My wife and I have a beardie named Peppi. He is 11 months old, and about 15'' long. After feeding him crickets for his first few months of life my wife decided that she couldn't tolerate them being in the house, and sadly in Canada dubia are illegal. So, we switched through a couple commercial diets and settled on Beardie Bites, which he really likes, but we noticed he wasn't growing very fast after we made the switch. Now he eats Fluker's brand freeze dried crickets, which he also loves (he even licks up the fallen off legs from the edges of his dish.) We feed him these as much as he will eat, always keeping his bowl stocked with a bunch of them.
My questions are, does he still need to have the crickets dusted, as the packaging says that they are gut loaded with calcuim, and secondly, as he is not getting any hydration from this food how often would it be recommended to bathe him? Every time he has had a bath since switching to the freeze dried crickets he drinks up the water for around a minute before switching to just soaking.
My two youngsters (Peppa and Toothless) are about the same age as your's , at a tad over 10 months old. They are on two live insect feeds per day (about 20 medium-large crickets each per day + some silkworms and a daily serve of greens and grated veg).
If you not allowed to have crickets in the house, and commercial roaches are illegal, other options are :
silkworms (excellent)
calcigents (excellent)
superworms (OK as treats for adult dragons)
locuses
I'd avoid using freeze dried or canned insects , unlikely your dragon will tolerate them.
Bites are worthless nutritionally.
Dry or soft pellets are OK as a "SNACK".
Flukers has serval products that don't live up to the promises of their packaging. I would not rely on their crickets to be well gutloaded or the correct calcium balance.
In the summers you might be able to breed soldier flies outside.
If you absolutely can't supply live bugs I'd include something like the bug pie or omnivore mix repashy sells. Insects are like 65-80% moisture, it will be tricky to get enough oral hydration to make up for the lack of moisture in the food. (Baths are only useful if he drinks in them)
I know many people are against superworms as a staple but in my opinion, they are better then any canned insect. They keep for a long time and don't smell/make noise. I dislike crickets and am allergic to roaches so I feed supers, occasionally silkworms.
Thank you for your help everyone! My thoughts on proper insect feeding are ongoing, but for now he does love the canned crickets, and I'll make sure that we give enough calcium suplements as well. He has an exo-terra UV light, so no worries there. That bug pie from repashy sounds great, maybe we'll try that once our current supply is used up.
I have continued giving him baths, and he has been drinking during them since he was just a few months old, and today I saw him by his water dish but it was all evaporated so I took it out and filled it up, and he immediately started drinking from it. He hasn't ever done that before so I'm really glad that we have another item to the list of the things that he gets his hydration from!
again, thank you for all your help. Any other suggestions would greatly be appreciated.
Flukers has serval products that don't live up to the promises of their packaging. I would not rely on their crickets to be well gutloaded or the correct calcium balance.
In the summers you might be able to breed soldier flies outside.
If you absolutely can't supply live bugs I'd include something like the bug pie or omnivore mix repashy sells. Insects are like 65-80% moisture, it will be tricky to get enough oral hydration to make up for the lack of moisture in the food. (Baths are only useful if he drinks in them)
And if I'm guessing right, you would breed them for the larvae to be the feeder, not the mature fly right? I can't imagine Peppi ever catching a flying target... :lol:
someone mentioned the other day that soldier flies are quite good feeders , the flies are large and slow moving and their beardie love catching and eating them, so the maggots , pupae and flies are all useful as lizard food.
There are a few guides out with DIY info for bsfl composers. They are really popular with chicken keepers and fish farms.
The flies are good feeders for enrichment but may only be interesting to younger or more active dragons. Don't hurt to try, pepper had never been interested in them but when I had a tarantula she loved them. The adult flies are not high on calcium like the larvae tho.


◆ **Requirement**
Below are the records; retype them exactly and omit each picture.

Collection entries:
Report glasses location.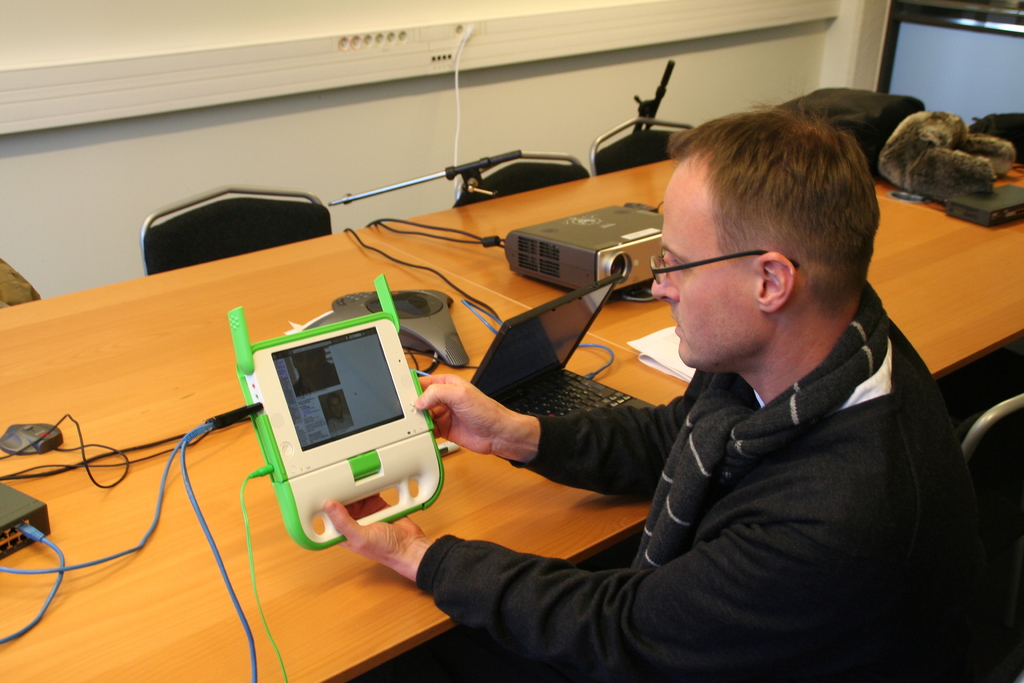
Report: [x1=648, y1=249, x2=803, y2=296].
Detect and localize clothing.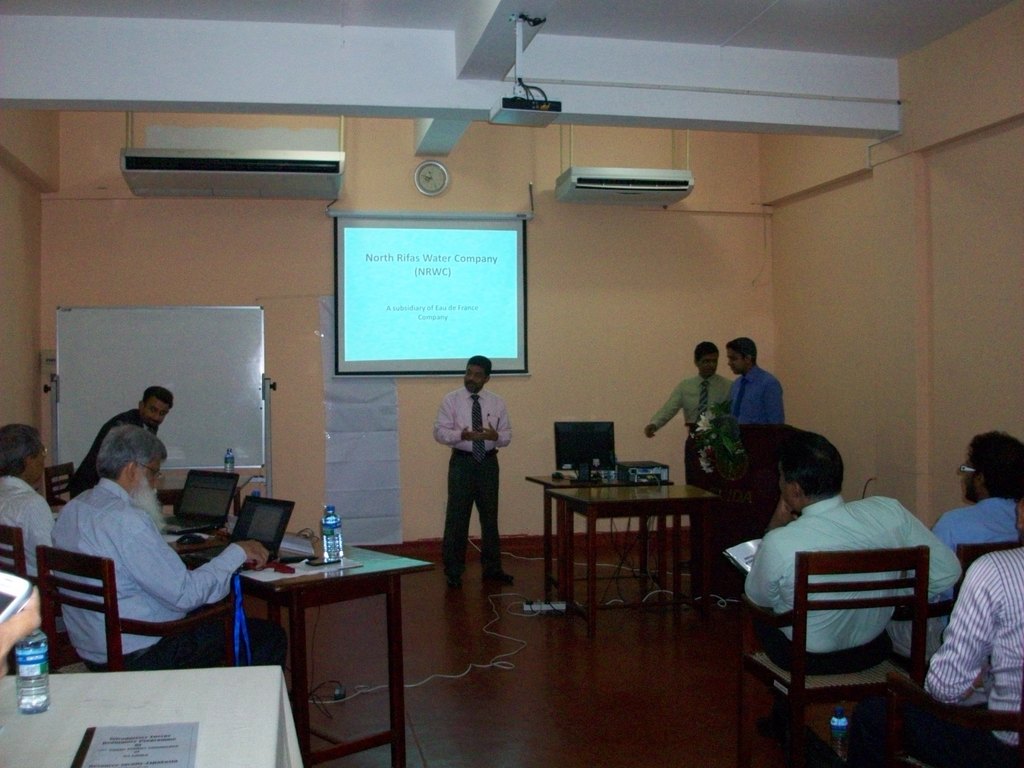
Localized at [x1=0, y1=471, x2=52, y2=598].
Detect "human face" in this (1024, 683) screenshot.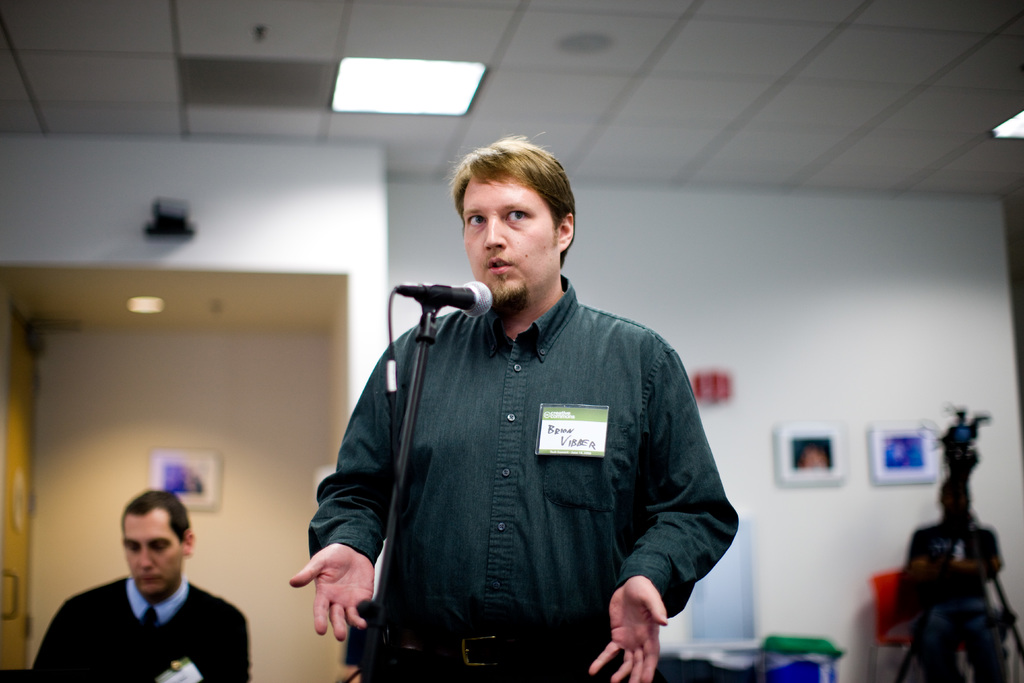
Detection: (125, 511, 183, 598).
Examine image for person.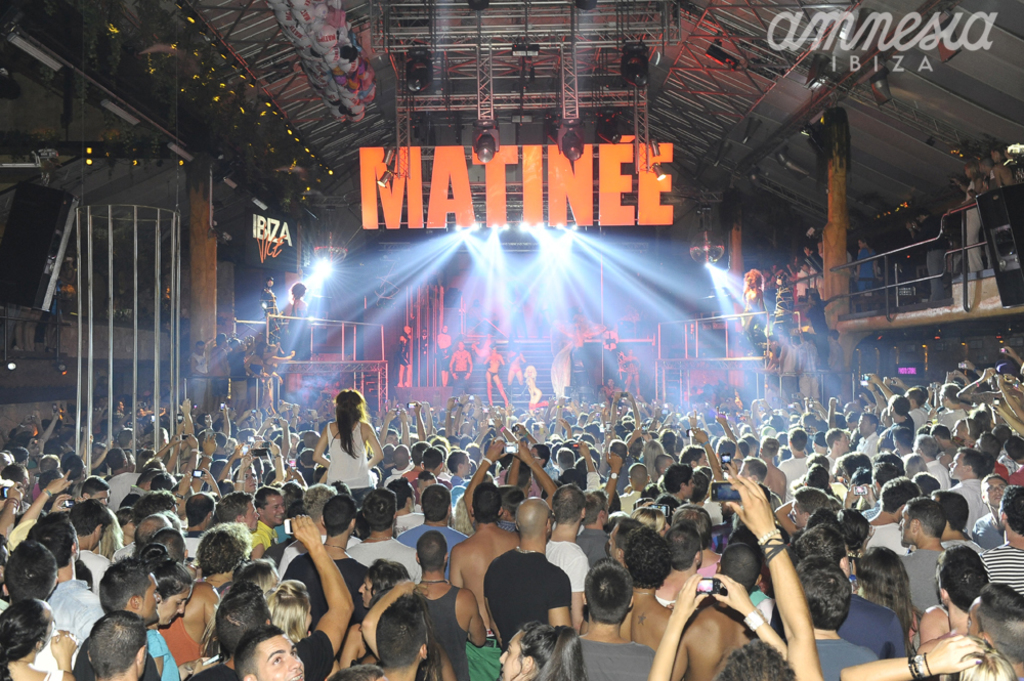
Examination result: 313/396/376/512.
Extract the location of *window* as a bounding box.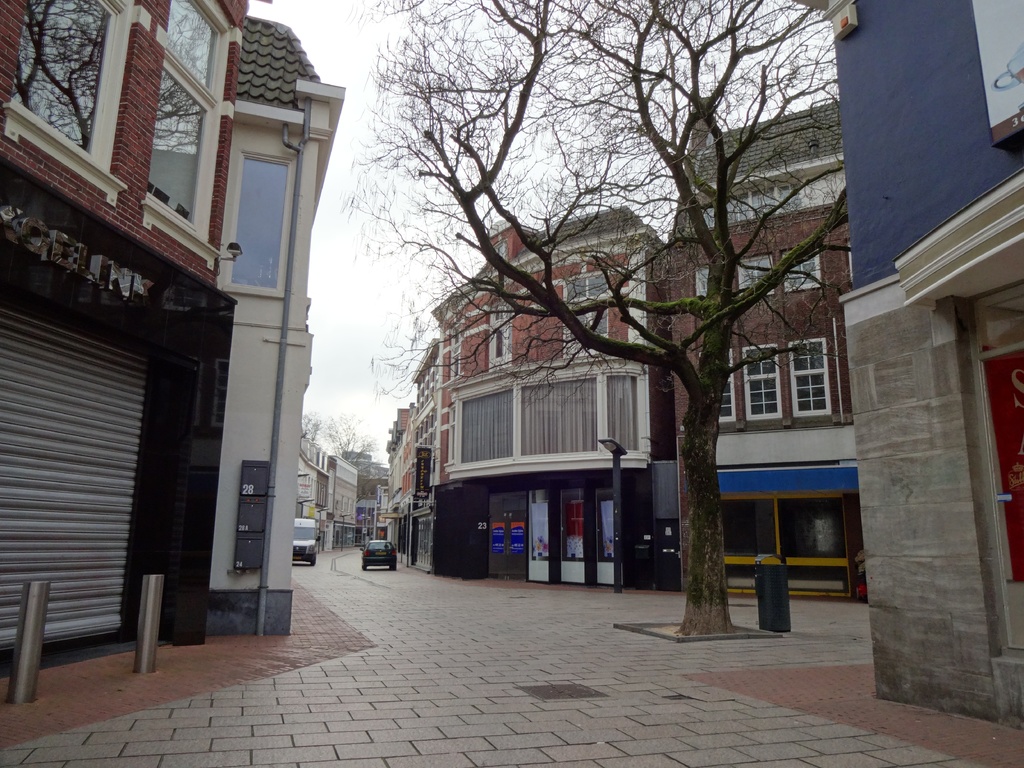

◆ **Solved exercise**
Report glasses location.
Report: [x1=648, y1=249, x2=803, y2=296].
Detect and localize clothing.
Localized at [x1=0, y1=471, x2=52, y2=598].
Detect "human face" in this (1024, 683) screenshot.
Detection: (125, 511, 183, 598).
Examine image for person.
Examination result: 313/396/376/512.
Extract the location of *window* as a bounding box.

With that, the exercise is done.